Sugar Grove, Pennsylvania The Miller Plantation

Pennsylvania's First Tree Farm

Early Settlers
 

Pennsylvania's First Tree Farm

The Miller Plantation has been heralded by the Pennsylvania Forestry Association as the State's first Tree Farm.  Started by Franklin R. Miller upon the request of his uncle Robert Falconer who instructed Miller "we must plant trees as if we shall live forever."  Miller dedicated his life's work to raising and harvesting trees for retail sale as well as studying their development and manipulating varieties to make them more suitable for planting in the area.

 
     
 

The Manaen Apple

Frank Miller worked to create his own variety of apple, the Manaen, which appeared in both Rural New Yorker magazine and Downing's The Fruits and Fruit-trees of America.  It was described in the Rural New Yorker as follows: 

This variety was grown from seed of the Talman Sweet, by F. R Miller, Sugar Grove, Warren Co., Pa., and first fruited in 1867. The tree is said to be a thrifty, upright grower. Young wood dark reddish brown, with a few white raised dots, and slightly downy. Leaf broad, roundish oval, coarsely serrated.

Fruit medium size, roundish oblate conical, irregular, or partially ribbed, pale whitish yellow, with deep carmine dots and marblings in sun, russet lines radiating from the stalk, scattering minute, raised, gray, or russet dots in the shade. Stalk slender. Cavity deep, broad, open, russeted. Calyx partially closed, with erect recurved, divided segments.  Basin rather deep, abrupt, generally irregular in form, usually clean and smooth, but occasionally with russeted broken lines. Flesh yellowish white, granulated, tender, moderately juicy, mild sweet, aromatic. Very good. Core small. Seeds dark rich brown, oblong, pointed. Season, last of August and September. A new variety of fine promise as an amateur's fruit. (Rural New Yorker.)

 
     
 

Trees Offered for Sale from the Miller Plantation in an advertisement of 1879

 
Horse Chestnut   Black Walnut 
Buckeye   English Bird Cherry
Mountain Ash    Mossycup (Bur) Oak
Judas Tree   Butternut
English Oak   Larch File:Mélèze en Automne.JPG
Cottonwood   Pecan Nut
Kentucky Coffee Tree   Deciduous Cypress
Pawpaw   Norway Spruce
Balsam   Austrian Pine
Irish Juniper   Arbor Vitae
Red Pine   English Juniper
Swedish Juniper   Red Cedar Eastern Red Cedar
Mountain Pine   White Spruce
Tulip Tree   Cucumber Tree
Sugar Maple   Silver Maple
Ginko   Osage Orange
         
     
 

Inventory of the 1854 Maples

From 1854 to 1858 Frank Miller planted a maple trees to line the streets of Sugar Grove, about one every rod (about 16 feet).  Many of these trees have been lost, but we are currently taking an inventory of the original 1854 maples of Sugar Grove to help with their preservation.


* **Exercise brief**:
Copy out each line of the entries where the word "EAHE" is present.

_ _ _

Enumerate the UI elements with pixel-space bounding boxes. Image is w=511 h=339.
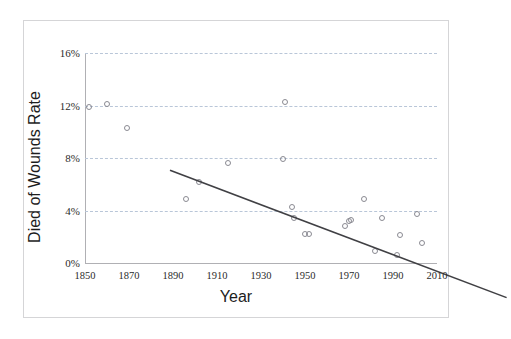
gridline-y-8% [85, 158, 437, 159]
data-point [397, 232, 403, 238]
data-point [124, 125, 130, 131]
data-point [394, 252, 400, 258]
data-point [183, 196, 189, 202]
data-point [348, 217, 354, 223]
x-tick-1910: 1910 [207, 270, 228, 281]
y-axis-title: Died of Wounds Rate [26, 52, 44, 282]
data-point [291, 215, 297, 221]
gridline-y-4% [85, 211, 437, 212]
x-axis-tick-labels: 185018701890191019301950197019902010 [0, 270, 472, 290]
x-tick-1850: 1850 [75, 270, 96, 281]
data-point [280, 156, 286, 162]
plot-area [85, 53, 437, 263]
y-tick-8%: 8% [65, 152, 80, 164]
x-tick-1990: 1990 [383, 270, 404, 281]
y-tick-0%: 0% [65, 257, 80, 269]
y-tick-16%: 16% [60, 47, 80, 59]
gridline-y-16% [85, 53, 437, 54]
data-point [419, 240, 425, 246]
x-tick-2010: 2010 [427, 270, 448, 281]
gridline-y-12% [85, 106, 437, 107]
data-point [372, 248, 378, 254]
data-point [361, 196, 367, 202]
x-axis-title: Year [0, 288, 472, 306]
data-point [414, 211, 420, 217]
x-axis-line [85, 263, 437, 264]
x-tick-1890: 1890 [163, 270, 184, 281]
y-tick-4%: 4% [65, 205, 80, 217]
x-tick-1970: 1970 [339, 270, 360, 281]
data-point [289, 204, 295, 210]
data-point [306, 231, 312, 237]
data-point [86, 104, 92, 110]
x-tick-1950: 1950 [295, 270, 316, 281]
data-point [379, 215, 385, 221]
data-point [282, 99, 288, 105]
y-tick-12%: 12% [60, 100, 80, 112]
data-point [225, 160, 231, 166]
data-point [342, 223, 348, 229]
x-tick-1870: 1870 [119, 270, 140, 281]
data-point [196, 179, 202, 185]
x-tick-1930: 1930 [251, 270, 272, 281]
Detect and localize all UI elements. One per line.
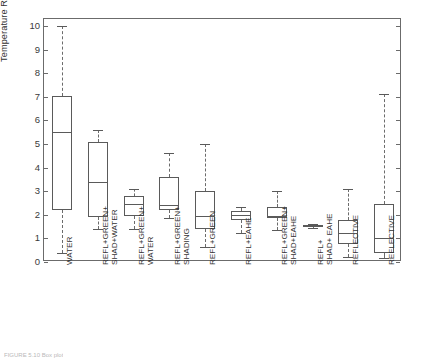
figure-caption: FIGURE 5.10 Box plot bbox=[4, 352, 63, 360]
y-tick-label: 2 bbox=[20, 208, 40, 219]
whisker-lower bbox=[277, 218, 278, 230]
x-tick-label: REFL+GREEN bbox=[208, 211, 217, 265]
whisker-lower bbox=[62, 210, 63, 252]
y-tick-mark bbox=[44, 144, 48, 145]
cap-upper bbox=[272, 191, 282, 192]
cap-upper bbox=[93, 130, 103, 131]
y-tick-mark bbox=[396, 238, 400, 239]
whisker-upper bbox=[277, 191, 278, 206]
y-tick-label: 8 bbox=[20, 67, 40, 78]
x-tick-label: REFL+GREEN+ SHAD+EAHE bbox=[280, 206, 298, 265]
median-line bbox=[231, 215, 251, 216]
y-tick-label: 10 bbox=[20, 20, 40, 31]
y-tick-mark bbox=[396, 215, 400, 216]
whisker-upper bbox=[384, 94, 385, 204]
y-tick-label: 5 bbox=[20, 138, 40, 149]
whisker-upper bbox=[134, 189, 135, 196]
cap-upper bbox=[57, 26, 67, 27]
whisker-upper bbox=[169, 153, 170, 177]
y-tick-mark bbox=[44, 120, 48, 121]
y-tick-mark bbox=[396, 120, 400, 121]
plot-area bbox=[43, 18, 401, 261]
y-tick-mark bbox=[44, 215, 48, 216]
x-tick-label: REFL+GREEN+ WATER bbox=[137, 206, 155, 265]
whisker-lower bbox=[98, 217, 99, 229]
cap-upper bbox=[379, 94, 389, 95]
y-tick-mark bbox=[396, 73, 400, 74]
y-tick-mark bbox=[44, 238, 48, 239]
y-tick-label: 9 bbox=[20, 43, 40, 54]
whisker-lower bbox=[241, 220, 242, 233]
y-tick-mark bbox=[396, 168, 400, 169]
y-tick-mark bbox=[44, 97, 48, 98]
median-line bbox=[88, 182, 108, 183]
y-tick-mark bbox=[396, 144, 400, 145]
whisker-upper bbox=[205, 144, 206, 191]
y-tick-label: 1 bbox=[20, 232, 40, 243]
y-tick-mark bbox=[44, 26, 48, 27]
figure-box-plot: Temperature Reduction (ºC) 012345678910 … bbox=[0, 0, 426, 360]
cap-upper bbox=[236, 207, 246, 208]
y-tick-mark bbox=[396, 26, 400, 27]
y-tick-mark bbox=[44, 50, 48, 51]
whisker-upper bbox=[62, 26, 63, 96]
cap-upper bbox=[164, 153, 174, 154]
whisker-lower bbox=[348, 244, 349, 257]
x-tick-label: REFL+GREEN+ SHADING bbox=[173, 206, 191, 265]
x-tick-label: REFL+ SHAD+ EAHE bbox=[316, 213, 334, 265]
box-plot-item bbox=[52, 19, 72, 260]
whisker-lower bbox=[134, 216, 135, 229]
median-line bbox=[52, 132, 72, 133]
x-tick-label: REFL+GREEN+ SHAD+WATER bbox=[101, 206, 119, 265]
x-tick-label: REFLECTIVE bbox=[351, 215, 360, 265]
y-tick-mark bbox=[44, 73, 48, 74]
x-tick-label: REFLECTIVE bbox=[387, 215, 396, 265]
whisker-upper bbox=[98, 130, 99, 142]
cap-upper bbox=[129, 189, 139, 190]
whisker-upper bbox=[348, 189, 349, 220]
cap-upper bbox=[343, 189, 353, 190]
y-axis-label: Temperature Reduction (ºC) bbox=[0, 0, 9, 62]
box-iqr bbox=[52, 96, 72, 210]
whisker-lower bbox=[205, 229, 206, 247]
y-tick-mark bbox=[44, 168, 48, 169]
y-tick-label: 7 bbox=[20, 90, 40, 101]
whisker-lower bbox=[169, 210, 170, 218]
y-tick-mark bbox=[44, 191, 48, 192]
y-axis-tick-labels: 012345678910 bbox=[20, 18, 40, 261]
y-tick-label: 3 bbox=[20, 185, 40, 196]
cap-upper bbox=[200, 144, 210, 145]
y-tick-mark bbox=[396, 97, 400, 98]
y-tick-mark bbox=[396, 262, 400, 263]
y-tick-label: 4 bbox=[20, 161, 40, 172]
y-tick-mark bbox=[396, 191, 400, 192]
x-tick-label: REFL+EAHE bbox=[244, 218, 253, 265]
x-tick-label: WATER bbox=[65, 237, 74, 265]
y-tick-mark bbox=[396, 50, 400, 51]
y-tick-mark bbox=[44, 262, 48, 263]
y-tick-label: 6 bbox=[20, 114, 40, 125]
y-tick-label: 0 bbox=[20, 256, 40, 267]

_ _ _

* **Reply to the exercise**:
x-tick-label: REFL+GREEN+ SHAD+EAHE bbox=[280, 206, 298, 265]
x-tick-label: REFL+ SHAD+ EAHE bbox=[316, 213, 334, 265]
x-tick-label: REFL+EAHE bbox=[244, 218, 253, 265]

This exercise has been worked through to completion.